**WHAT YOU WILL DO**:
Please reproduce the entries below exactly from the line holding "Task: Click on the Click to reveal" through the last line, both included, and omit any pictures.

-=-=-=-=-

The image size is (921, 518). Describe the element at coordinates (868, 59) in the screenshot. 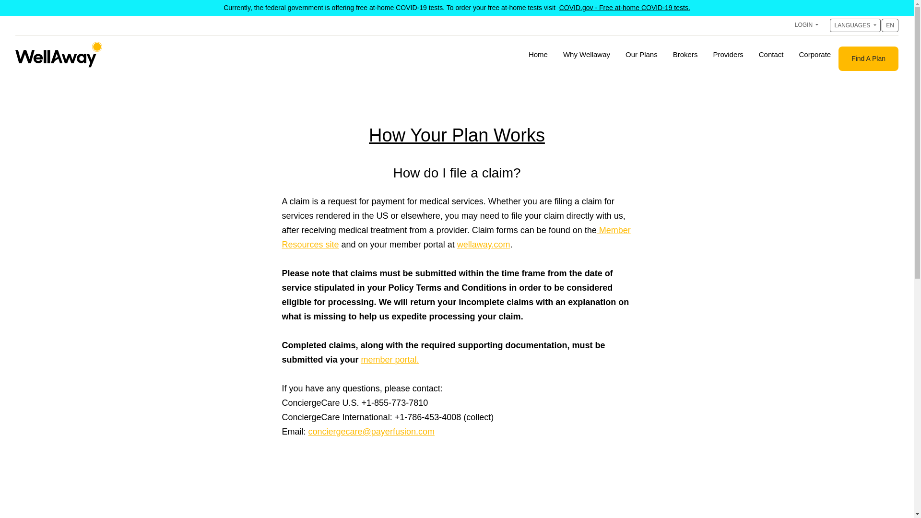

I see `Find A Plan` at that location.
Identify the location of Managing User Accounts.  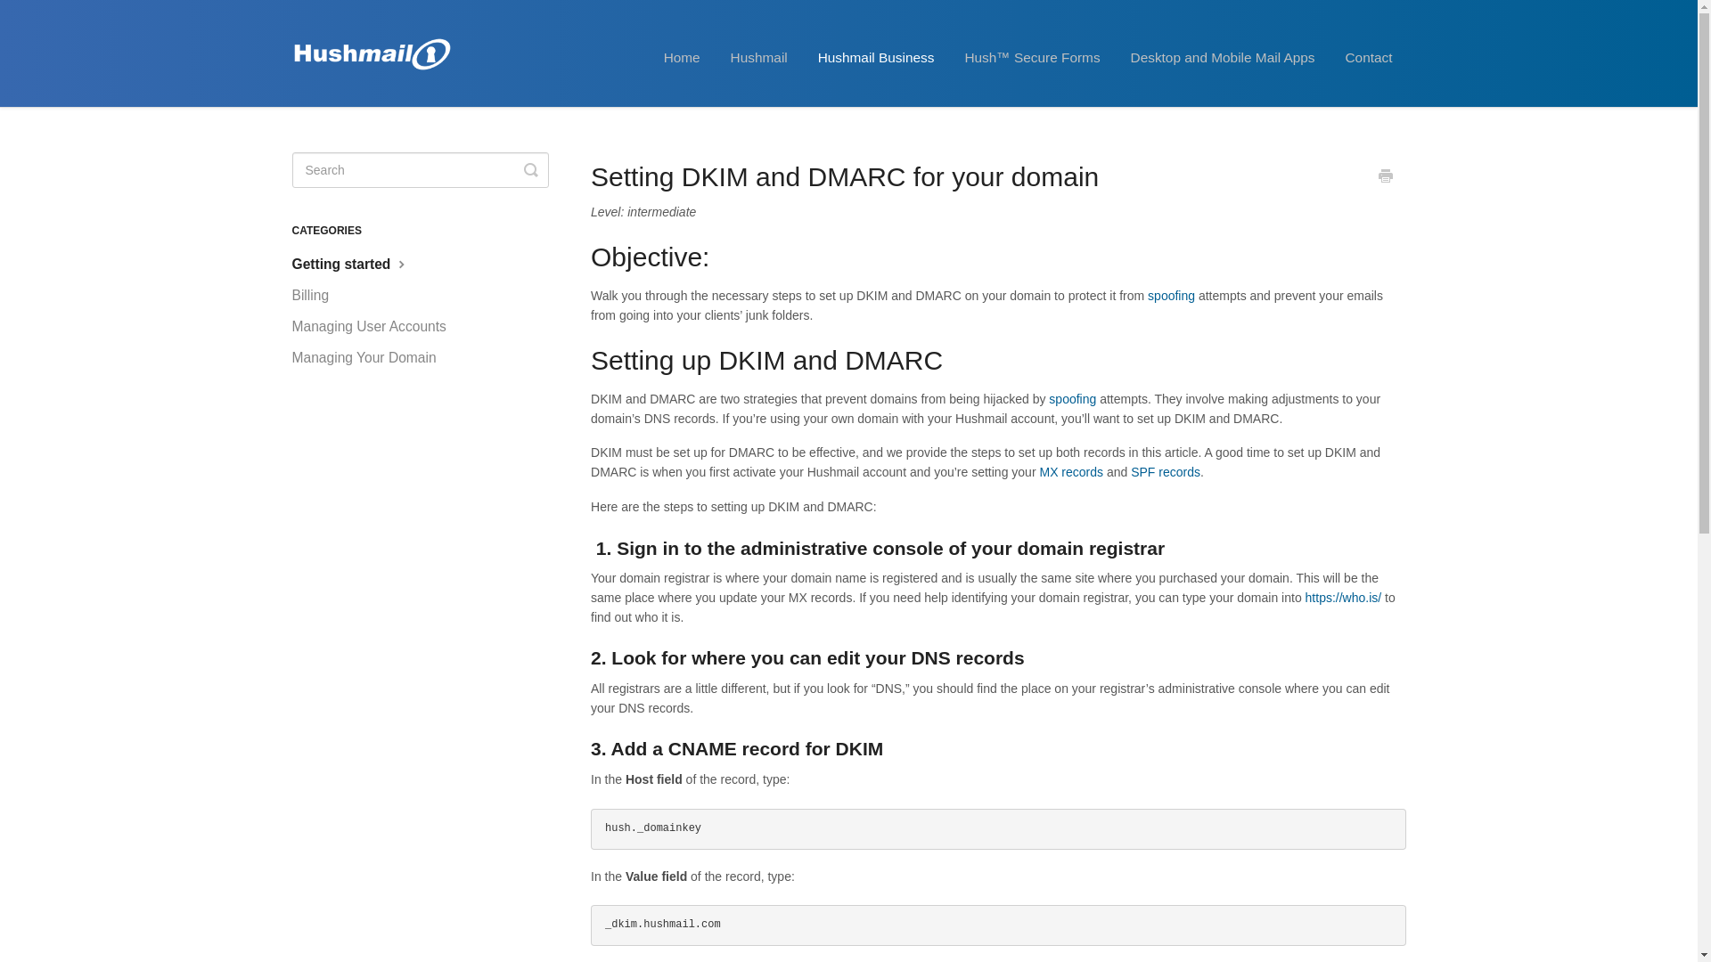
(376, 327).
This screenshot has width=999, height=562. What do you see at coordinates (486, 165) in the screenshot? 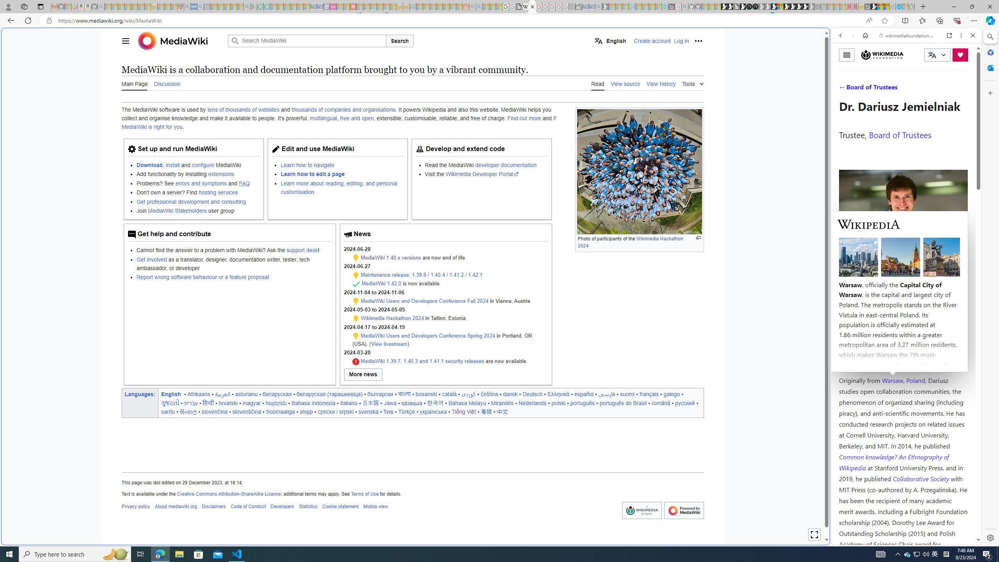
I see `Read the MediaWiki developer documentation` at bounding box center [486, 165].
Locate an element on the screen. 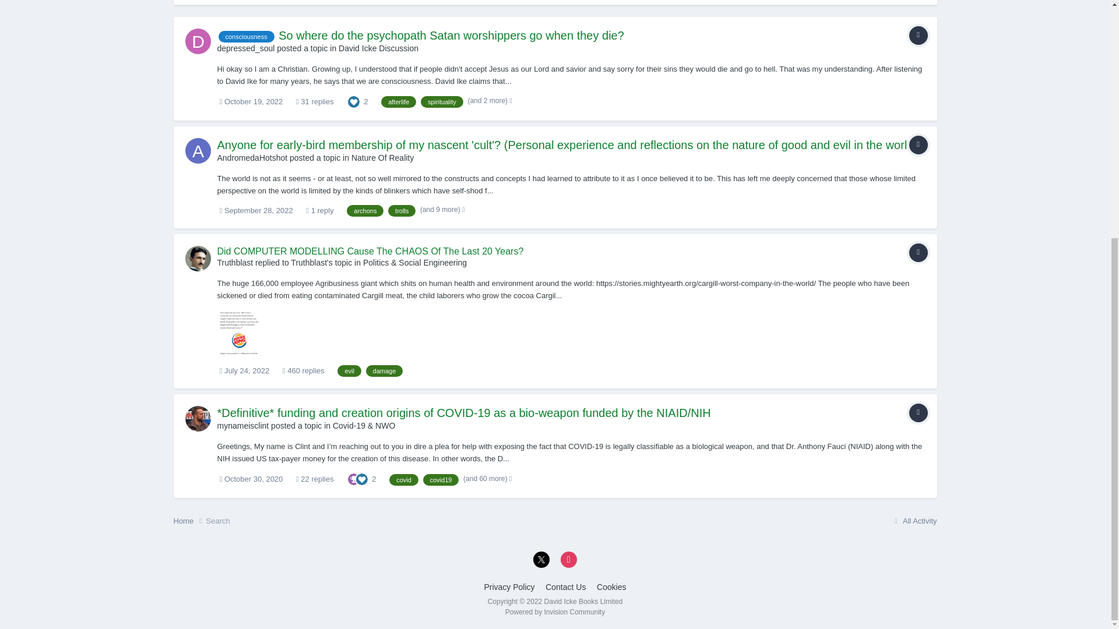 The image size is (1119, 629). Find other content tagged with 'consciousness' is located at coordinates (246, 36).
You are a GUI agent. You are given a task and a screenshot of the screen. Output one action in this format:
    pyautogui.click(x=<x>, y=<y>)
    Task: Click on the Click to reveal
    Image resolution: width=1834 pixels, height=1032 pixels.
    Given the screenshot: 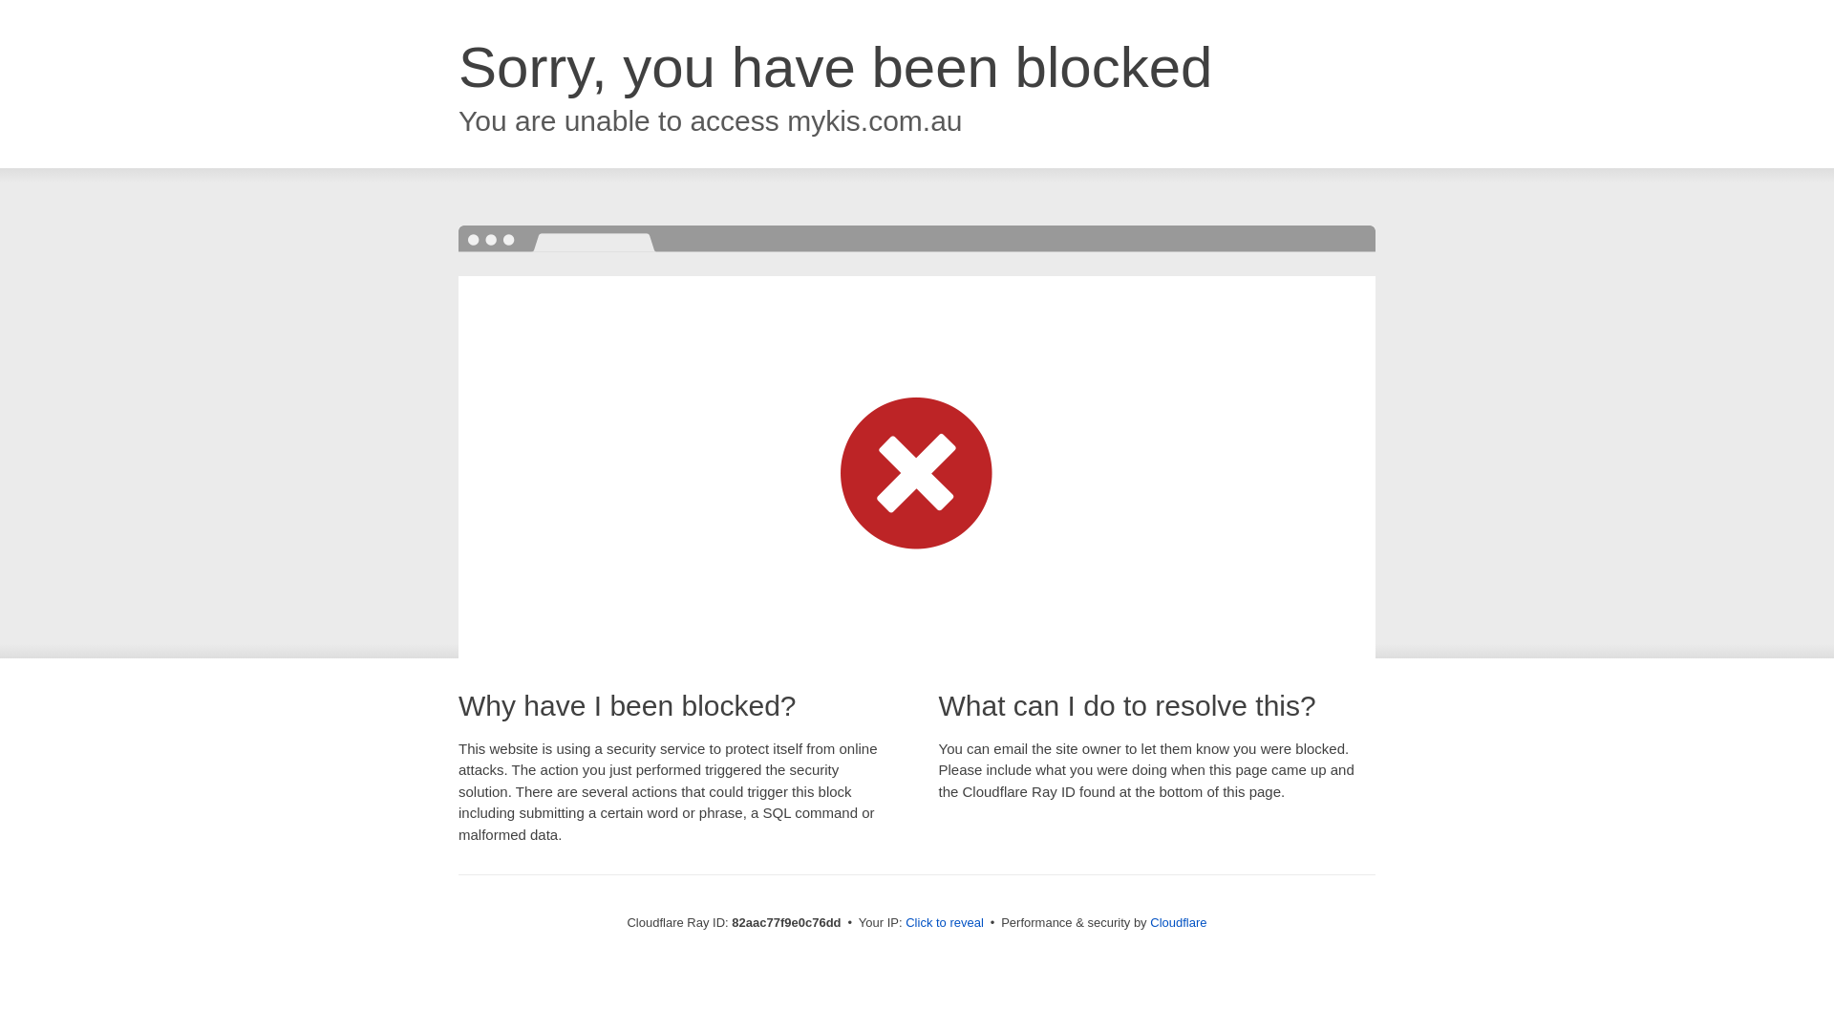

-=-=-=-=-

**RESPONSE BOX**:
    Task: Click on the Click to reveal
    Image resolution: width=1834 pixels, height=1032 pixels.
    Given the screenshot: 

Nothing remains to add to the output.